Chain length and grafting density impact on the molecular structure of PMMA polymer brushes


Marcus Hildebrandt, University of Duisburg-Essen, Essen, Germany
Jochen Gutmann, University of Duisburg-Essen, Essen, Germany

Polymer brushes are thin films consisting of polymer chains, which are tethered with one end to a solid surface. At high grafting densities (polymer chains per surface area), repulsive forces between neighbouring chains lead to chain stretching and a brush conformation is obtained. These thin films arouse interest from a theoretical, fundamental and applied science point of view, such as roughness correlation. Polymer films with an overall thickness down to a few nanometres can show a large relative deviation in local film thickness due to interfacial roughness between polymer layer and substrate.

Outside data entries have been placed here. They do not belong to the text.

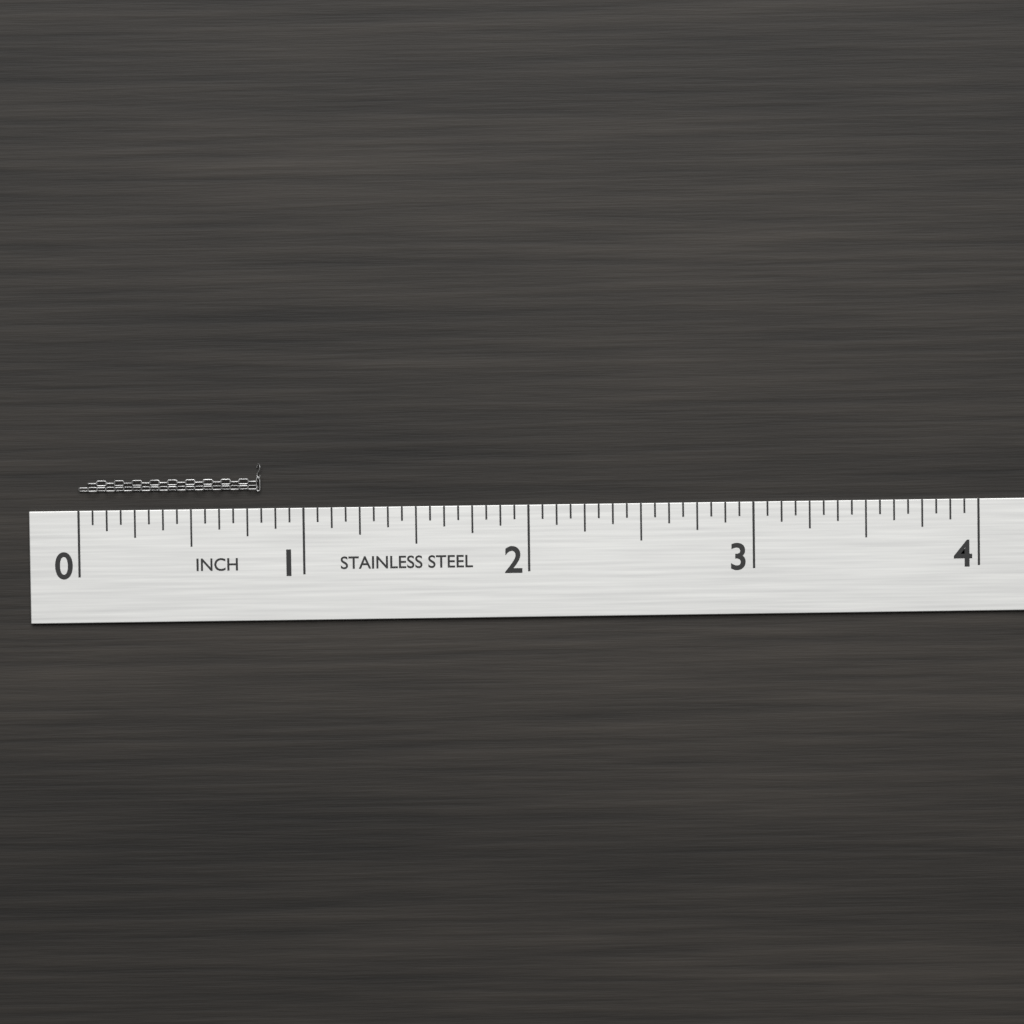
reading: 0.8125 in
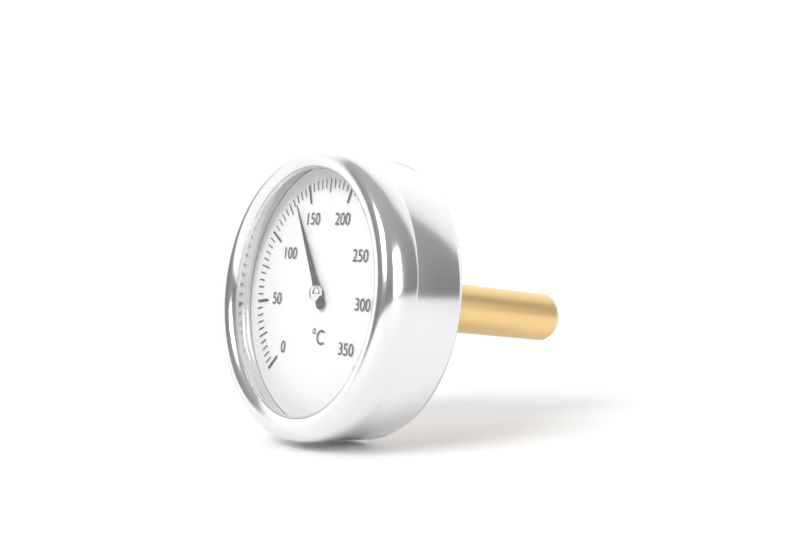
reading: 135 °C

In polymer electronics, like organic emitting diodes however, a constant quality across the entire diode is required. Polymer brushes could transfer the roughness profile from one interface to an adjacent one and ensure a locally defined film thickness across a large area, that is conformal brushes (roughness correlation). By varying molecular weight (brush length) and grafting density of the brushes, the coherence between these parameters and correlated roughness can be studied. In this work, roughness correlation of poly(methyl methacrylate) (PMMA) brush films, synthesized via ‘grafting-from’ method, was investigated by realizing grafting density and molecular weight gradients on a silicon substrate. Therefore both parameters were varied in orthogonal directions and hence a two-dimensional system is obtained. For characterization of those systems, scattering methods are required like Grazing Incidence Small Angle X-Ray Scattering (GISAXS). In preliminary GISAXS experiments at the GALAXI beamline we were able to prove the existence of roughness correlation and the dependence on grafting density and molecular weight in PMMA-brushes on a silicon wafer.